Thursday, July 20, 2023

The Gall of Charity (1974)

From the Special 300th issue of The Western Socialist

We are now in that time of the year known as the Holiday Season. The spirit of good cheer permeates the atmosphere. Everybody is urged to love one another. But there is something else afoot, at this time, which would indicate that loving one another is by no means sufficient. Not for the millions of victims of poverty, even in America, at any rate. For not all the love for one’s fellow man that has been poured out over the years, has contained, let alone eliminated, the stark hunger that stalks capitalism everywhere, even in this richest nation of all time. And so, in these closing months of the year, the annual drive is on, and we are urged, even bullied by psychological tricks, such as cleverly phrased notices on bulletin boards or desks in the sweatshops where we earn our daily bread: "Have you pledged your fair share,” they ask us, "to the United Way?”

Now it would almost seem that there could be no argument here. One must be hard-hearted to turn a deaf ear to suffering, to fail to come up with some sort of pledge from one’s meager pay for such a good cause. But for those who understand the world, how it is organized; and who are consciously attempting in one way or another to change it, the institution of organized charity is the rubbing of salt in the wounds of the working class. "Pledge one’s fair share" Indeed! Just whom do they think these victims of poverty are? From where do they come? From the capitalist class? Hardly! They can only come from one section of society, the working class, the class that is being importuned to pledge for their support.

Just consider the import of this in the cold light of reason. Here is a section of the working class that, generally, through no fault of its own, other than selecting the wrong parents, winds up on the bottom rung of the ladder. What is the ladder doing there in the first place? Simply making it possible for a handful of idlers, who happen to own the means and instruments for producing and distributing wealth, to sit on the top rungs, while those below them produce their wealth and serve them personally in order that they can get full enjoyment from life.

Now, because of the odd, topsy-turvy manner of thinking under capitalism, the mass of working people on the lower rungs are supposed to be grateful to the few on the top for giving them a chance to work for them. How kind of them, we hear so frequently, to erect factories and found banks and all the other places of employment, so that we can have a chance to earn a living. Strange reasoning? It certainly is, because it is those on the top who should be eternally grateful to the rest of us for making life so easy for them. What else can they do with their money but invest it in more capital? They can't eat it! They can’t wear it! They can’t drive around in it or live in it! They must invest it in institutions that make it possible for the rest of us to work for them (excepting when there is a surfeit of labor); else there is nothing left for them but to lie down with the rest of us and die, unless we abolish the capitalist way of production.

But no! We, the majority, are expected to be the grateful ones, even to the extent of pitching in for our fellows who fall to the bottom rung. Capitalists buy our brains and our brawn for enough, on the average, to produce and reproduce this brain and brawn, then ask us to give back some to those of us who have not been able to stay in the rat race, instead of taking care of the needy themselves as a sort of bonus for a lifetime of dedicated toil. That is the future that capitalism holds for a growing percentage of us, the opportunity to have salt rubbed in our wounds, and the opportunity to be on the receiving end of their sweet charity.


» **Required action**:
Each line of the records below that contains "series" needs to be copied.

» **Data**:
- Opening Delimiter -

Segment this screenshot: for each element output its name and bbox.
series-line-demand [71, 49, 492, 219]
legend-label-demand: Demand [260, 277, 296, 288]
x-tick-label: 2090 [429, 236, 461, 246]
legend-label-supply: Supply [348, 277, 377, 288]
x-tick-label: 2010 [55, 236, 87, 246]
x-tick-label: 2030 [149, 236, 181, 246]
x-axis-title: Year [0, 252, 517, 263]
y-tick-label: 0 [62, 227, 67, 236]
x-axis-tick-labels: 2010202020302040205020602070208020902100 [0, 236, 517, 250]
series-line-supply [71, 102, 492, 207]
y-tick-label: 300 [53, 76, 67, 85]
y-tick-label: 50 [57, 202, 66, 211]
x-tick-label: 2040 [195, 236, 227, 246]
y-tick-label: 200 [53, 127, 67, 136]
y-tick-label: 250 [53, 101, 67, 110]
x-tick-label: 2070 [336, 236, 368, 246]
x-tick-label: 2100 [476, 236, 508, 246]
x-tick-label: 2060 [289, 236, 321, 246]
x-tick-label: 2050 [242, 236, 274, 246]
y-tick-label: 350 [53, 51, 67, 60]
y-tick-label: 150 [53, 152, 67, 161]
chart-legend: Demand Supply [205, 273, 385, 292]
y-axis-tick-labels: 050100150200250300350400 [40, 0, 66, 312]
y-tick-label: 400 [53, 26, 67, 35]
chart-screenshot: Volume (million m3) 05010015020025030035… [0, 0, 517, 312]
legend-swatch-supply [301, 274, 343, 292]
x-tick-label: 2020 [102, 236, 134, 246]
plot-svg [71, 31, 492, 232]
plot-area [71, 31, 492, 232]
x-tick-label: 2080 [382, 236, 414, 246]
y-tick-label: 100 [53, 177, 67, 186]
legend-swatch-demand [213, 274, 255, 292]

- Closing Delimiter -

» **Your solution**:
series-line-demand [71, 49, 492, 219]
series-line-supply [71, 102, 492, 207]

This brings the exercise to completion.